Since firing its superintendent, the Adrian school board approved a letter to all district families that said in part, “Although in our view Oregon’s pandemic steps have been consistently wrong, we believe that complying with the mask order is in the best interest of our students,” the Oregon School Boards Association reported.

The letter the statewide association’s leaders sent to all Oregon school board members is notable in part because the association and its leaders have always shown or voiced awareness that they represent an extremely diverse membership. Oregon’s roughly 200 school districts range in size from two students to 47,000, encompass rural, suburban and big or medium-size city communities, and range in political leaning from very conservative to very liberal.

Oregon School Boards Association leaders

Friday's letter was signed by Executive Director Jim Green, President Maureen Wolf and Sami Al-Abdrabbuh, president of the associations members of color caucus. All three also serve on local school boards.

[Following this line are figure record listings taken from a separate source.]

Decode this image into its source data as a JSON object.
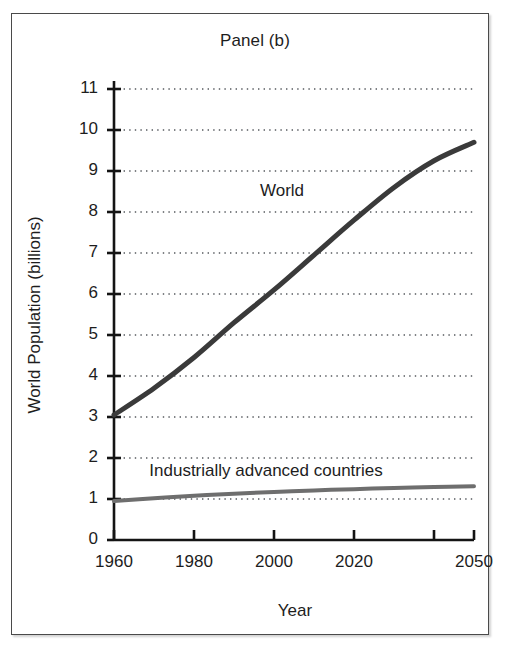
{
  "chart_data": {
    "type": "line",
    "title": "Panel (b)",
    "xlabel": "Year",
    "ylabel": "World Population (billions)",
    "xlim": [
      1960,
      2050
    ],
    "ylim": [
      0,
      11
    ],
    "grid": true,
    "grid_style": "dotted-horizontal",
    "legend": "inline-labels",
    "x_tick_labels": [
      "1960",
      "1980",
      "2000",
      "2020",
      "2050"
    ],
    "x_tick_values": [
      1960,
      1980,
      2000,
      2020,
      2050
    ],
    "x_tick_positions_all": [
      1960,
      1980,
      2000,
      2020,
      2040,
      2050
    ],
    "y_tick_labels": [
      "0",
      "1",
      "2",
      "3",
      "4",
      "5",
      "6",
      "7",
      "8",
      "9",
      "10",
      "11"
    ],
    "y_tick_values": [
      0,
      1,
      2,
      3,
      4,
      5,
      6,
      7,
      8,
      9,
      10,
      11
    ],
    "x": [
      1960,
      1970,
      1980,
      1990,
      2000,
      2010,
      2020,
      2030,
      2040,
      2050
    ],
    "series": [
      {
        "name": "World",
        "color": "#3a3a3a",
        "line_width": 5,
        "label_text": "World",
        "values": [
          3.05,
          3.7,
          4.45,
          5.3,
          6.1,
          6.95,
          7.8,
          8.6,
          9.25,
          9.7
        ]
      },
      {
        "name": "Industrially advanced countries",
        "color": "#6e6e6e",
        "line_width": 4,
        "label_text": "Industrially advanced countries",
        "values": [
          0.95,
          1.02,
          1.08,
          1.13,
          1.17,
          1.21,
          1.24,
          1.27,
          1.29,
          1.31
        ]
      }
    ],
    "annotations": [
      {
        "text": "World",
        "x": 2002,
        "y": 8.5
      },
      {
        "text": "Industrially advanced countries",
        "x": 1998,
        "y": 1.65
      }
    ]
  },
  "axis_color": "#141414",
  "grid_color": "#55595e",
  "frame_color": "#4a4a4a",
  "background": "#ffffff"
}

Friday’s letter left no room to interpret it as anything but an assertion that all board members are obliged legally and morally to uphold mask mandates and other COVID-19 safety measures, as well as the First Amendment.

“We are sworn to follow the law – whether we like that law or not,” the trio of association leaders wrote. “Whether the issue involves court-sanctioned health safeguards during a deadly pandemic or constitutionally protected forms of speech, our oaths bind us. We must do better, even in the face of divided and sometimes hostile communities.”